Restaurant CFOs sound off on health care concerns

Costs and uncertainty dominated health care talk at the Restaurant Finance & Development Conference

What is in this article?:

Health care stockExecutives from Corner Bakery Café, Culver Franchising System, Panda Restaurant Group and Darden Restaurants, Inc. weigh in.

A group of chief financial officers from some of the largest restaurant companies recently discussed their biggest concerns surrounding health care reform, and uncertainty and increased costs topped the list. 

With many details of the Patient Protection and Affordability Care Act still unfolding, the ambiguous future of health care reform hung heavily over this month’s Restaurant Finance & Development Conference. The topic weaved its way into nearly every educational session and networking conversation that occurred during the Nov. 12-14 event in Las Vegas.

Under the law, employers with 50 or more full-time or full-time-equivalent employees are required to offer health insurance to those employees and their dependents or pay a penalty. The minimum penalty is $2,000 per employee. While the mandate to offer coverage does not go into effect until 2014, there are deadlines to meet in the meantime.

A panel of chief financial officers discussed their top concerns about the upcoming health care requirements, as well as steps they are taking now to comply with the 2010 law.

Here are edited responses from four restaurant chief financial officers when asked: “What are your three biggest concerns as related to Obamacare?”

Richard Peabody“Cost, cost and cost. There’s significant uncertainty regardless of the size of the organization. There’s a lot of concern over this initiative. What we’ve done is have a benefits consultant run the numbers — it’s shocking.

Then we are looking for ways to deal with it. There will be some management of bringing down staff to part-time.  [But you have to remember that] in the restaurants, the employees have such great relationships with your guests, and you do want that. It’s tough to envision that conversation, but as time progresses, we’ll see how that goes.

We’re looking for certainty, and talking to operators about what’s going to happen if we take the workforce down to part-time status. We’re still assessing that.”
— Richard Peabody, CFO, Corner Bakery Café, a 140-unit fast-casual chain based in Dallas

Joe Koss“We know there’s some impact. We already offer health care to our full-time employees, but there will be a bigger impact to our franchisees. There’s a lack of understanding still today. After the Supreme Court decision [in June], we began educating our franchise community. The day after the election [in November] our phones started ringing. We’re a tight-margin business and the added costs could be significant.

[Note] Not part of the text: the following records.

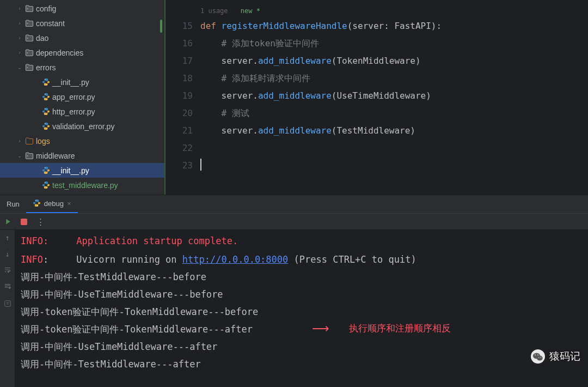  Describe the element at coordinates (538, 356) in the screenshot. I see `wechat-icon` at that location.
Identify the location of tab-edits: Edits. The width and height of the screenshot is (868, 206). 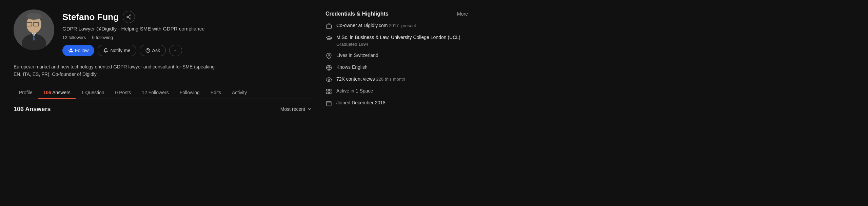
(216, 92).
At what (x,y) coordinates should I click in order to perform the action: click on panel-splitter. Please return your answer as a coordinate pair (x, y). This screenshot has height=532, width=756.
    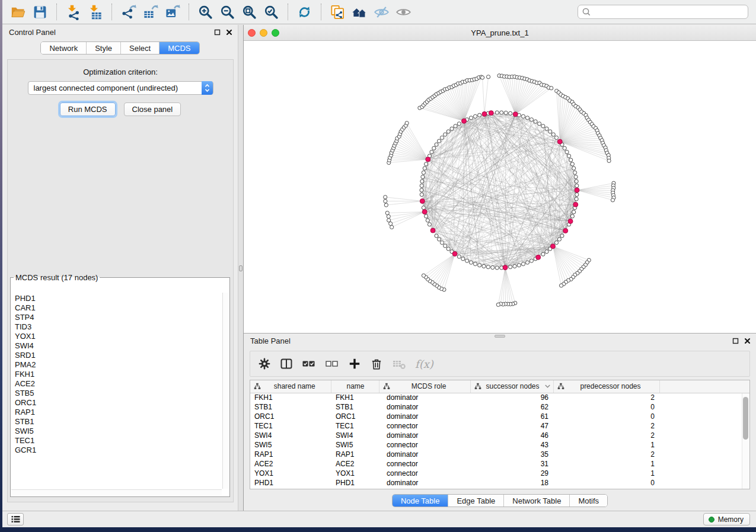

One of our concerns is expansion. We still have a lot of single-unit operators, so they are below the 50-person minimum. But if they start expanding to two or three units, they cross that threshold. For now they are saying, ‘We’re going to hold off.’

We’re also concerned about the cost of administration. We’ve heard how complicated these documents are. You need good legal advice and consultants on the insurance side of the business. Its an18-page document to figure out what constitutes a full-time employee, compared to our six-page Constitution.”
— Joe Koss, CFO, Culver Franchising System, parent company to the 480-unit Culver’s quick-service chain based in Prairie du Sac, Wis.